OpenPlotter as a Fishing Log

With OpenPlotter running on the Raspberry Pi, I can log every trip:

  • GPS tracks of where I trolled
  • Water temperature and depth at each catch
  • Time of day and conditions

Over time, this builds a personal fishing database. Instead of relying on memory (or fish tales), I can see patterns: where the walleye bite in June, or how depth changes affect the catch in August.

Smarter Rods, Better Results

The tech doesn’t stop at the helm. With the right gear setup:

  • Rod holders keep lines consistent while trolling
  • Down-riggers let me control depth precisely
  • Digital speed and heading data help me keep the boat moving at the sweet spot for the lure

It’s the combination of old‑school technique and new‑school data that makes the difference.

Why It Matters

Fishing isn’t just about filling the cooler. It’s about the experience:

  • The anticipation when the rod tip bounces
  • The scramble to grab the net
  • The satisfaction of knowing your planning and setup worked

The upgrades — Garmin, OpenPlotter, NMEA 2000 — aren’t just gadgets. They’re tools that make the time on the water more productive, more fun, and more memorable.

Categories
Digital Boat

Digital Upgrade: When the Boat Talks Back

With the Garmin installed, the NMEA 2000 backbone humming, OpenPlotter running on a Raspberry Pi, and the CX5106 converter turning analogue gauges into digital data, the boat finally has a voice. The next step? Teaching it to speak up when something’s wrong.

Why Alerts Matter

On an older boat, you rely on your eyes and ears. You glance at gauges, listen for odd sounds, and hope you catch problems before they catch you. But with digital data flowing through the network, I can go further:

  • Set thresholds for engine temperature, oil pressure, or voltage
  • Trigger alerts when something drifts out of range
  • Log events so I can see patterns over time

Instead of staring at dials, I can focus on the water — and let the system tap me on the shoulder if something needs attention.

OpenPlotter in Action

OpenPlotter makes this possible. With the Raspberry Pi connected to the NMEA 2000 backbone, I can:

  • Create custom dashboards that show RPM, fuel, trim, and depth in one view
  • Configure alarms that pop up on screen or send notifications to a tablet or phone
  • Log data for later analysis — spotting trends like a belt slipping or a battery slowly losing capacity

Practical Examples

Here’s what I’m setting up first:

  • Low voltage alert: if house batteries dip below 12V, I get a warning before electronics shut down
  • Engine temperature alert: if cooling fails, I know before damage happens
  • Fuel level alert: a nudge when it’s time to think about the next fill‑up
  • Bilge pump runtime alert: if the pump runs too long, it could mean a leak

Why This Upgrade Matters

This isn’t about replacing me as the captain. It’s about adding a co‑pilot that never blinks. The analogue gauges stay for redundancy, but now I have a digital safety net that watches 24/7.

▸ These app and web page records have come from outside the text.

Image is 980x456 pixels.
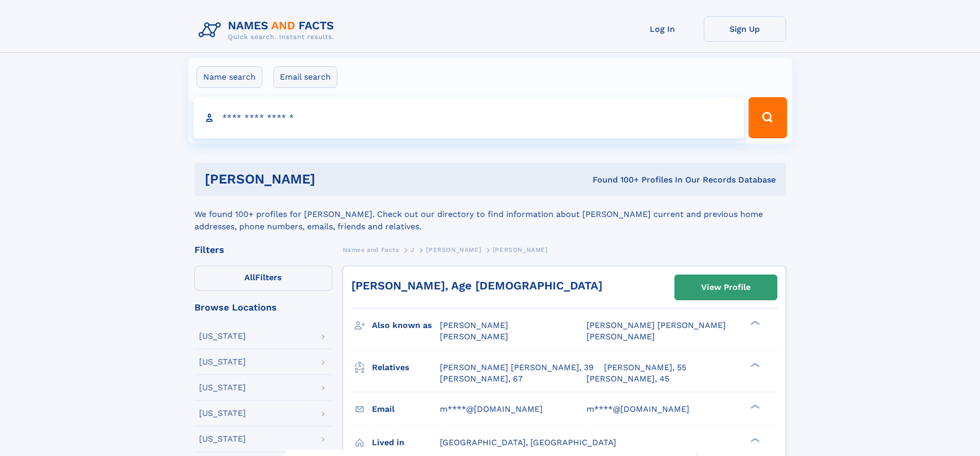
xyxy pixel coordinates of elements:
span: [PERSON_NAME] [493,246,548,254]
button: Search Button [749,97,786,139]
div: ❯ [748,320,760,327]
label: Email search [273,66,337,88]
a: View Profile [675,275,777,300]
a: J [410,243,414,256]
div: [US_STATE] [199,384,246,392]
label: Filters [194,266,332,291]
div: Filters [194,245,332,255]
label: Name search [197,66,262,88]
a: [PERSON_NAME] [426,243,481,256]
a: [PERSON_NAME], 45 [586,373,669,385]
div: ❯ [748,403,760,410]
div: ❯ [748,362,760,369]
div: [US_STATE] [199,358,246,367]
a: [PERSON_NAME], 67 [439,373,523,385]
span: J [410,246,414,254]
span: [PERSON_NAME] [426,246,481,254]
input: search input [193,97,744,139]
div: [US_STATE] [199,332,246,341]
div: [US_STATE] [199,436,246,444]
a: [PERSON_NAME] [PERSON_NAME], 39 [439,362,594,373]
h3: Email [372,401,439,418]
span: [PERSON_NAME] [PERSON_NAME] [586,321,725,330]
div: Found 100+ Profiles In Our Records Database [454,174,775,186]
span: All [244,272,255,283]
div: [US_STATE] [199,410,246,418]
div: ❯ [748,437,760,444]
h3: Lived in [372,434,439,452]
span: [PERSON_NAME] [586,332,654,341]
div: We found 100+ profiles for [PERSON_NAME]. Check out our directory to find information about [PERS... [194,196,786,233]
h3: Also known as [372,317,439,334]
img: Logo Names and Facts [194,16,343,44]
a: [PERSON_NAME], 55 [604,362,686,373]
a: Log In [621,16,704,42]
a: Sign Up [704,16,786,42]
a: Names and Facts [343,243,399,256]
span: [PERSON_NAME] [439,321,508,330]
div: View Profile [701,276,751,300]
span: [GEOGRAPHIC_DATA], [GEOGRAPHIC_DATA] [439,438,616,448]
a: [PERSON_NAME], Age [DEMOGRAPHIC_DATA] [351,279,602,292]
div: Browse Locations [194,303,332,312]
span: [PERSON_NAME] [439,332,508,341]
h1: [PERSON_NAME] [205,173,454,186]
h3: Relatives [372,359,439,377]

It’s also a step toward automation. Once the boat can sense and alert, the next logical move is to let it act — adjusting stabilizers, managing power, or even routing data to voice prompts.

The Bigger Vision

This is how a 1994 Monterey becomes more than a project boat. It becomes a platform:

  • Analogue bones for reliability
  • Digital dashboards for awareness
  • Alerts and automation for safety and confidence

The boat doesn’t just move me across the water. It talks back, it learns, and it grows with every upgrade.